Image: iStock/Drazen_
If you’re applying for a job these days, there’s a growing chance that your first interview won’t be with a human. The initial weeding out of job candidates is yet another area into which artificial intelligence is beginning to venture.
The commercial real estate giant JLL hasn’t gone that far, but it’s nevertheless using AI as a tool for improving workforce hiring, recruiting and efficiency, especially for the procurement function.
AI is already proving its mettle at sorting through stacks of resumes to find the candidates who best match the company’s hiring requirements, says chief procurement officer Michael Raphael.
The success of the tool, of course, depends entirely on the quality of information that’s fed into it. Raphael says JLL’s hiring managers first must build the specific criteria on which the AI model will rely, in order for it to spot the most promising candidates.
What AI isn’t doing — at least for now — is stepping in and conducting JLL’s initial job interviews. The latest iteration of generative AI is perfectly capable of doing so, although most job candidates would likely argue that the results fall short of fully replicating human speech and interaction.
The question to consider, Raphael says: “Are we taking something that should be a personal experience and making it impersonal?” And, given that JLL isn’t filling thousands of positions each week, AI’s ability to cull in that way isn’t required.
What the technology can do is help equip JLL’s client account teams with suitable individuals, as part of its outsourcing service, as well as select the best candidates for its extensive intern program. With AI, Raphael says, “we’re making sure that the CV matches with what we want.”
JLL is very much invested in developing AI internally, having created its own in-house version of ChatGPT. And the system’s value is extending well beyond the recruiting and hiring function. “It’s a tool that we can put our own proprietary information into, and feel that confidential information isn’t going outside the firm,” Raphael says.
A possible tipping point is when the tool becomes so effective in responding to internal queries that it eliminates the need for some human hires altogether. One of JLL’s clients, for example, has an AI-created receptionist. The benefit of a virtual agent, Raphael says, is that “in all situations, it’s going to respond the way you want it to.”
For now, though, the chief role of AI at JLL remains that of an internal support mechanism for humans. Raphael says it serves as a mentoring tool, giving recent hires access to extensive information on procurement policy and procedures that would otherwise have to be conveyed by company veterans. “I want Michael as CPO to be able to get a similar experience to Suzy who joined two days ago, and doesn’t know anybody,” he says.
Think of it as a modern-day incarnation of the “expert systems” envisioned by scientists in the earliest days of AI development. But Raphael cautions that JLL GPT still has a way to go before matching the knowledge base of people, and conveying that information in the most effective manner.
One of the system’s shortcomings, he says, is that many of its responses can be frustratingly verbose. “All of the content is real,” Raphael says, “but is it relevant to me as an individual?
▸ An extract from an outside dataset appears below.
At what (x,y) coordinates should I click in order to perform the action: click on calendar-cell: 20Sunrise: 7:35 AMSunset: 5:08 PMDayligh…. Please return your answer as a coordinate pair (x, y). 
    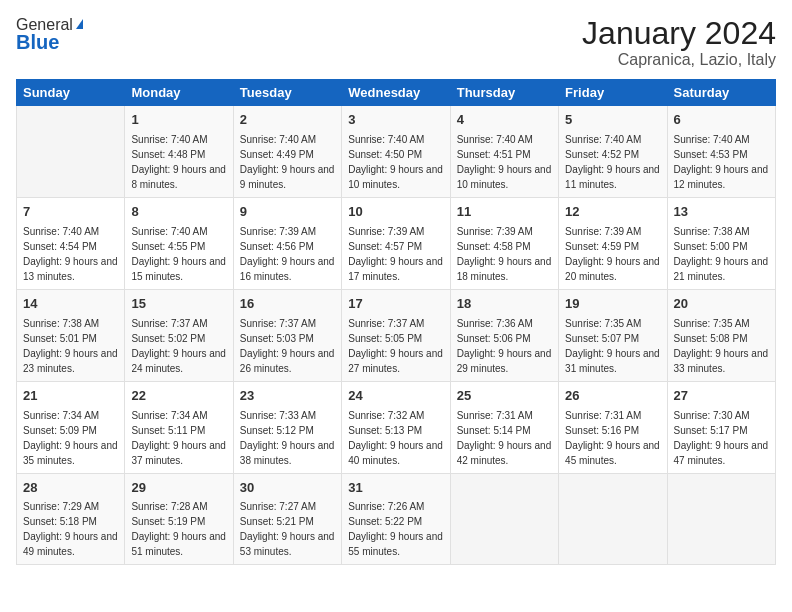
    Looking at the image, I should click on (721, 335).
Does repeating things three different ways add value?”
So, can an individual applying for work at JLL forever be assured that its initial interaction with the company will be with a human, not an AI bot? Never say never, Raphael suggests.
“Perhaps as things progress, we may start using AI for the interview process,” he says. In any case, he adds, the experience of being grilled by AI might not seem so creepy to a younger generation that’s accustomed to existing in a virtual world — with “characters” that previously have been confined to video games.